While the EU scrapped most of its sanctions on Myanmar a few years ago, it still maintains an arms embargo which expired on April 30 (it is not clear at the time of writing if the embargo has been extended).

In November, during the most intense period of the violence in Rakhine State, Min Aung Hlaing was visiting Brussels to attend a European Union Military Committee.

To be sure, German-Myanmar military ties are not new. The Fritz Werner Company supplied Myanmar’s military with weapons throughout then military dictator Ne Win’s Socialist period in the 1970s and 1980’s, manufacturing small arms including the Heckler & Koch G-3 assault rifle.

Germany has recently sought closer defense ties with Myanmar, moves that have largely escaped the scrutiny of international activists and media outlets that have strongly criticized the preliminary and limited efforts by the United States and United Kingdom to re-engage the Tatmadaw.

To host Myanmar arms factory visits, as Israel also did in recent years, puts Germany and Austria in the same company as Russia, Pakistan, China, North Korea and other major suppliers of weapons that are being used daily against ethnic insurgents in the country’s north and are having disastrous impacts on civilian populations in the area.

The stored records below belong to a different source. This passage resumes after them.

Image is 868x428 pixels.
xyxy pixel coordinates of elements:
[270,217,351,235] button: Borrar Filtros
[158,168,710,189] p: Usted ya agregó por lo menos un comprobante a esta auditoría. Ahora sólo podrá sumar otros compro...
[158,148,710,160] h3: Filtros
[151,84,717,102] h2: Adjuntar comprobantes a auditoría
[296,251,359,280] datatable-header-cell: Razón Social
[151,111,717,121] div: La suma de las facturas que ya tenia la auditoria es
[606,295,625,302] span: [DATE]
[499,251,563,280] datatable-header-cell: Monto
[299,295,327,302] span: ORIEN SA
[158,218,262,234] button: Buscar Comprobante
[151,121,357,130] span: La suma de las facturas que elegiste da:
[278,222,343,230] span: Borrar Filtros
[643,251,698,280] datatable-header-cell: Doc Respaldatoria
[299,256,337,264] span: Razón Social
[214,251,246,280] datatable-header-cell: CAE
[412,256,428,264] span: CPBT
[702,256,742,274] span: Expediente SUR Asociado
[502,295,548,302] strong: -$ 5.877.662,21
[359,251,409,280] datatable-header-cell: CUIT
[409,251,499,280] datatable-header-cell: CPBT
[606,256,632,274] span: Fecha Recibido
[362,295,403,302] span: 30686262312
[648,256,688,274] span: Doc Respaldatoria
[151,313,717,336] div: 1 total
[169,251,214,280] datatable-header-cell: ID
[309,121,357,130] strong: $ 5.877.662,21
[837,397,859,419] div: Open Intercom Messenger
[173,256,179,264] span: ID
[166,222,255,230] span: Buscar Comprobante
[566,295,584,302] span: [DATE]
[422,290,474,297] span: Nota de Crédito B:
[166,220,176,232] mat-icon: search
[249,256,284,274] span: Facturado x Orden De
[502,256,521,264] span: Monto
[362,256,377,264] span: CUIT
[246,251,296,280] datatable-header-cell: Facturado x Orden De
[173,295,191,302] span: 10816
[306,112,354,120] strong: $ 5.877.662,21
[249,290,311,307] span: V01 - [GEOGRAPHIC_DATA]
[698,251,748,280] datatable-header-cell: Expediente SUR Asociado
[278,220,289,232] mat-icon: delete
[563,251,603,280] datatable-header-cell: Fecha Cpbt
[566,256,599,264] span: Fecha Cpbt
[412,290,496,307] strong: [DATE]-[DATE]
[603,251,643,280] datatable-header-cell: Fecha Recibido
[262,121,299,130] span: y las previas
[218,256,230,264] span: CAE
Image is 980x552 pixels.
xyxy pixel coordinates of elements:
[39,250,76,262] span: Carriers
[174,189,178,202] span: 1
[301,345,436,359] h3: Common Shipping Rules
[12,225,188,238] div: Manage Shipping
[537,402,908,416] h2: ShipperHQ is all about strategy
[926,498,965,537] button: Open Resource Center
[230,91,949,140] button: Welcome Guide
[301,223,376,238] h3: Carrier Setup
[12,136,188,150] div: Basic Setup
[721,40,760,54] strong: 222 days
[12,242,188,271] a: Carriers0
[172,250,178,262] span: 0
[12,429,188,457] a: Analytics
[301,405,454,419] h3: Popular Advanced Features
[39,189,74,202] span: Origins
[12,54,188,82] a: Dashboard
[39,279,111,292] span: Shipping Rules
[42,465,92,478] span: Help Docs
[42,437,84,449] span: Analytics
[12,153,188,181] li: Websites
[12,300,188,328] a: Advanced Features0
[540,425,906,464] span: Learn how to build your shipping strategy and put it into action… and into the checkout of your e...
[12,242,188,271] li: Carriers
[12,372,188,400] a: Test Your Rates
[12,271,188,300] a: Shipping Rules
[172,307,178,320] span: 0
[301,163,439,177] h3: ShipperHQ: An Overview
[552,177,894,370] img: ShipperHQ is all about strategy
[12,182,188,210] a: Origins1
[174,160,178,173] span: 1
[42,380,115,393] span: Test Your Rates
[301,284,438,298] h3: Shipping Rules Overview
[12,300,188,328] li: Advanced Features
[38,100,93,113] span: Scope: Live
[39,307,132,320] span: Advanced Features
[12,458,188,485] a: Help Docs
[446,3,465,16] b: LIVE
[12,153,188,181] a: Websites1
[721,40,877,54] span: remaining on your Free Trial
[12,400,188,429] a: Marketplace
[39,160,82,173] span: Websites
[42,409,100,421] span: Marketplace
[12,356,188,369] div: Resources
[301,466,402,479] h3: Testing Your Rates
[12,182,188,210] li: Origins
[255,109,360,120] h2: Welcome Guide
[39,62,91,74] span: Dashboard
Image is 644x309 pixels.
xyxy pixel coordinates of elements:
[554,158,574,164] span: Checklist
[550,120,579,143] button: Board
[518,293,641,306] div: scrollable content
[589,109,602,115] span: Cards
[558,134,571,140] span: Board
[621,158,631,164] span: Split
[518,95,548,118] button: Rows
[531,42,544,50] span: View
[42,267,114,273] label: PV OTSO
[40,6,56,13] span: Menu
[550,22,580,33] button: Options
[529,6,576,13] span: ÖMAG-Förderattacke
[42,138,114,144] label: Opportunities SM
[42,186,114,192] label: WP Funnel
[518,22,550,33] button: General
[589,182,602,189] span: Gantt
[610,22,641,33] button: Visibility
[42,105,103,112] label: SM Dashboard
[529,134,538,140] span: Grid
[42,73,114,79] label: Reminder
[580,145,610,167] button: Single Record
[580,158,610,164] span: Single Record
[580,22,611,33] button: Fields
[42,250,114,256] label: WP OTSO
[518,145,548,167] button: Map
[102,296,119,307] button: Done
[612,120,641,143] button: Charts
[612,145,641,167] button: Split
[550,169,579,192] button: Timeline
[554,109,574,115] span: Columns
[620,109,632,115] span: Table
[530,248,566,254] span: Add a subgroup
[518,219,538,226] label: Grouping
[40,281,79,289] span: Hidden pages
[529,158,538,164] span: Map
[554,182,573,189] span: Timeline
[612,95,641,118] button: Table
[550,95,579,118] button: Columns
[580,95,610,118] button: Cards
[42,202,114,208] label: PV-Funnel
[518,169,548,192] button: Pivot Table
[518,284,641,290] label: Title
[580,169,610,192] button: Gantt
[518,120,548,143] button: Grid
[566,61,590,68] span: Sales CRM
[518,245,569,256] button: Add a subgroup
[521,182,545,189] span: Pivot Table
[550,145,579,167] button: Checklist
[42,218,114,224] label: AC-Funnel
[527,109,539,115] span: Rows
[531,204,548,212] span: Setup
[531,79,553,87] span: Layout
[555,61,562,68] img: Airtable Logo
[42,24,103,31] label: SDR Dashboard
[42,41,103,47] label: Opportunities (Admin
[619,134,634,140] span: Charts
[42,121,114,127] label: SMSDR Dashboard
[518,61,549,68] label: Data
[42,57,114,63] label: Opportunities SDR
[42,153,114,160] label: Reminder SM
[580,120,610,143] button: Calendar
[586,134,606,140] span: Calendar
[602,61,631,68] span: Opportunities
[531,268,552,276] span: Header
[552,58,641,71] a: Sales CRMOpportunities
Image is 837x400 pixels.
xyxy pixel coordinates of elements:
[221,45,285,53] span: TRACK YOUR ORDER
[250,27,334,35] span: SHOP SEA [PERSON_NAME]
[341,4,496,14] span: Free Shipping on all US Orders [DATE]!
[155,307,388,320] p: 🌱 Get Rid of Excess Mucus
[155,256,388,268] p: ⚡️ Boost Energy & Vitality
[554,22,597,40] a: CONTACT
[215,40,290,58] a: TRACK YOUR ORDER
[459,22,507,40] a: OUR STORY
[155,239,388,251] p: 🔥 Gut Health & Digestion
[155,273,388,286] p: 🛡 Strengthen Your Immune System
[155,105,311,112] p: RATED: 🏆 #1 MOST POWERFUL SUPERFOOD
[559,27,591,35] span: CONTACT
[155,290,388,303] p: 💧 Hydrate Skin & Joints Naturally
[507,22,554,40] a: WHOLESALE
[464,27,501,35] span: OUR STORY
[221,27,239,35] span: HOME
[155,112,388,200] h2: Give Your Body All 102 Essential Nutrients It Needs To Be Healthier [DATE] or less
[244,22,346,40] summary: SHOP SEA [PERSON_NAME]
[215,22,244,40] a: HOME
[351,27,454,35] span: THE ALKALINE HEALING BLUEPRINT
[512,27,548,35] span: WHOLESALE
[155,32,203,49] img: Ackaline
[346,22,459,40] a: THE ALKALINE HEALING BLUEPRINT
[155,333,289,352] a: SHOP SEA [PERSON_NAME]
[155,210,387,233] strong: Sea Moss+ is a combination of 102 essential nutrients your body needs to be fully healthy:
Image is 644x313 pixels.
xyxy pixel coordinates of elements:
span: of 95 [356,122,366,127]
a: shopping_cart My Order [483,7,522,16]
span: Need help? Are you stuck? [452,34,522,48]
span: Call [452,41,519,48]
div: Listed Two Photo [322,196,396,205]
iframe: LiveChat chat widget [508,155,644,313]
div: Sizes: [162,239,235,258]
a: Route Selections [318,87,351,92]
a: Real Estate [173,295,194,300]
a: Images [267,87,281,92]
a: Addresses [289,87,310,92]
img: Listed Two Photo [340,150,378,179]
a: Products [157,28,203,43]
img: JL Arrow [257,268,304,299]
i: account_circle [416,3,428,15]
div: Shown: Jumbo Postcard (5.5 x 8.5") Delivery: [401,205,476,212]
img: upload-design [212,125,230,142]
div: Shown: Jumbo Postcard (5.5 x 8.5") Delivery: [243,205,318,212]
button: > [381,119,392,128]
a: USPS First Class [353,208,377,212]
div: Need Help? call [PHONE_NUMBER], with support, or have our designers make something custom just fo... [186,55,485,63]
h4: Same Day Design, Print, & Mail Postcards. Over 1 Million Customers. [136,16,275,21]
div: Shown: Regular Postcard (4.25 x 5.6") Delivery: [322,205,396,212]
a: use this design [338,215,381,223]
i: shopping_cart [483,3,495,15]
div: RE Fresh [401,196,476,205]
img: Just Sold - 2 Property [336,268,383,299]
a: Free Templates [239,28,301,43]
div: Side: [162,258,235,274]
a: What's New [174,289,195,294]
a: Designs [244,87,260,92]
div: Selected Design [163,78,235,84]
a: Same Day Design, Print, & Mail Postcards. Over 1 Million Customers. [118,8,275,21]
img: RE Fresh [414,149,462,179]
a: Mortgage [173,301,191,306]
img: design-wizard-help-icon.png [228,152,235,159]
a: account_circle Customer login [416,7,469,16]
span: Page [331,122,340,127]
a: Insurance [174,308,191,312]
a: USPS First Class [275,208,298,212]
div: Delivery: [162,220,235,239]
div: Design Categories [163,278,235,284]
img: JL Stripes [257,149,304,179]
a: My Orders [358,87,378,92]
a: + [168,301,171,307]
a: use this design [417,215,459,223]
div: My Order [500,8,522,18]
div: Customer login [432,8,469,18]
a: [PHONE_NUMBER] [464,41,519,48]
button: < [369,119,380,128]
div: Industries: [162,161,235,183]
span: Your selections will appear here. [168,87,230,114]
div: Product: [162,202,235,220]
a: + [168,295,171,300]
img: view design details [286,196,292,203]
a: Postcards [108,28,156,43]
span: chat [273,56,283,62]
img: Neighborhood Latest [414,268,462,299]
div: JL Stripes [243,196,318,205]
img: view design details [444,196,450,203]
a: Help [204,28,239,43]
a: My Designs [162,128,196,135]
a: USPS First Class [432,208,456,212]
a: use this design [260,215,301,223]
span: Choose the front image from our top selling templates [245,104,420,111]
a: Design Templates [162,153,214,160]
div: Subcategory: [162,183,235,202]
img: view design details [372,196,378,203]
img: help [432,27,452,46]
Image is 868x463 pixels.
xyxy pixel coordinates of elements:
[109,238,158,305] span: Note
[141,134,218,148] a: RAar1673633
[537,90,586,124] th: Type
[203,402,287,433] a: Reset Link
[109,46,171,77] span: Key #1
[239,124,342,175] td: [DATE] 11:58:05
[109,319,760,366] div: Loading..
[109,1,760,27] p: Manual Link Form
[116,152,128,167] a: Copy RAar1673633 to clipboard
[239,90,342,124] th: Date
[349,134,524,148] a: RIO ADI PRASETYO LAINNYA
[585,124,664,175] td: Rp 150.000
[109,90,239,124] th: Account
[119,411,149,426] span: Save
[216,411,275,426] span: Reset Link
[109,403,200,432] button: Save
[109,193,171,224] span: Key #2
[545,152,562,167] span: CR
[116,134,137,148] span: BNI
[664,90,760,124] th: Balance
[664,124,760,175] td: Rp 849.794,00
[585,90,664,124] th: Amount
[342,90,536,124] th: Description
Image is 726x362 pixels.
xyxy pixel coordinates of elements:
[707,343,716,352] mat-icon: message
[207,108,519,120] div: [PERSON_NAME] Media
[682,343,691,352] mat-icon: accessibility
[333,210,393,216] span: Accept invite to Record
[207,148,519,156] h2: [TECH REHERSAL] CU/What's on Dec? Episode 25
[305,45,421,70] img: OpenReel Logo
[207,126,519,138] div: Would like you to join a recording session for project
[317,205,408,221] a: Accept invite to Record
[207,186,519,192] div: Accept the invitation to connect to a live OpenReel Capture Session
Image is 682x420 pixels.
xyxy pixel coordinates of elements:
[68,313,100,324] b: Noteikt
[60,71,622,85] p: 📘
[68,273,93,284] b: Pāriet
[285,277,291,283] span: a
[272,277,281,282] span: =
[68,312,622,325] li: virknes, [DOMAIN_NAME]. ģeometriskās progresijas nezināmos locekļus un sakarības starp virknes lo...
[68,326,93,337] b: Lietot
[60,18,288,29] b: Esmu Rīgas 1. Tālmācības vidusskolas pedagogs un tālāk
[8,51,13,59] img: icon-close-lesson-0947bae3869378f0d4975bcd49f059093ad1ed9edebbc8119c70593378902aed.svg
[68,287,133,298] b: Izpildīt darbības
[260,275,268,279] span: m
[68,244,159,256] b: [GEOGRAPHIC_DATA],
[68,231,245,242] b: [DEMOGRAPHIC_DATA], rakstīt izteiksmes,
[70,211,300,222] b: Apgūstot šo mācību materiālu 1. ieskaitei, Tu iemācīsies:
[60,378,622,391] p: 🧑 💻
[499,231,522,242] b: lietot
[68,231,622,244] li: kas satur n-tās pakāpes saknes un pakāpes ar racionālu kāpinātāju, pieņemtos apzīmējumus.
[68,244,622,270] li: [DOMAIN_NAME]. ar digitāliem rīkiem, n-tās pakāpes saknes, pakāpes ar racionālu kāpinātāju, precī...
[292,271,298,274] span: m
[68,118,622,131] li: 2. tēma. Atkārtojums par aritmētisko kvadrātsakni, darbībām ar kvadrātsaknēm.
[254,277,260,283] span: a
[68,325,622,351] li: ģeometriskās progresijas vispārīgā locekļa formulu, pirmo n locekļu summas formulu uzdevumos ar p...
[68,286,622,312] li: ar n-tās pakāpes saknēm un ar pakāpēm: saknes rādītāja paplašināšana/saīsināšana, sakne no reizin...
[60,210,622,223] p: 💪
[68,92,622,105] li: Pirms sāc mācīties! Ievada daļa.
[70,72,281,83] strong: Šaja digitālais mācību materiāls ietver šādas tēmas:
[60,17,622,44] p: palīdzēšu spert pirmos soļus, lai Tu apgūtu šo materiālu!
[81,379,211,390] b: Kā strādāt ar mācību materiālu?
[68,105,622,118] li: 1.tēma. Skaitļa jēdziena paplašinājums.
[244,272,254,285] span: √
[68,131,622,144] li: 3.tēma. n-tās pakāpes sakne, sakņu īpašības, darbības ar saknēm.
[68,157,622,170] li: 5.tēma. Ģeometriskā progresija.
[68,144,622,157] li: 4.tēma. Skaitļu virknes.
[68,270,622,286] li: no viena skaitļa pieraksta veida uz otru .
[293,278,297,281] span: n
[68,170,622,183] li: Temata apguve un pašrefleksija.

Min Aung Hlaing’s relatively criticism-free visit will probably not be matched by Aung San Suu Kyi’s tour, where she will likely continue to receive the brunt of international outrage over the persecution of the Rohingya, while largely ignoring the military leadership’s complete autonomy in directing and executing recent operations.

To excoriate a democratically elected leader with no constitutional control over the military, while tacitly exonerating the principal perpetrator of recent abuses, demonstrates how skewed international comprehension of Myanmar’s transitional complexities.

Rather than being feted with factory tours and luscious dinners, Min Aung Hlaing should have been pressured to account not just for the alleged abuses perpetrated in recent months, but his continued blocking of proposed constitutional reforms that would bring his military under civilian control.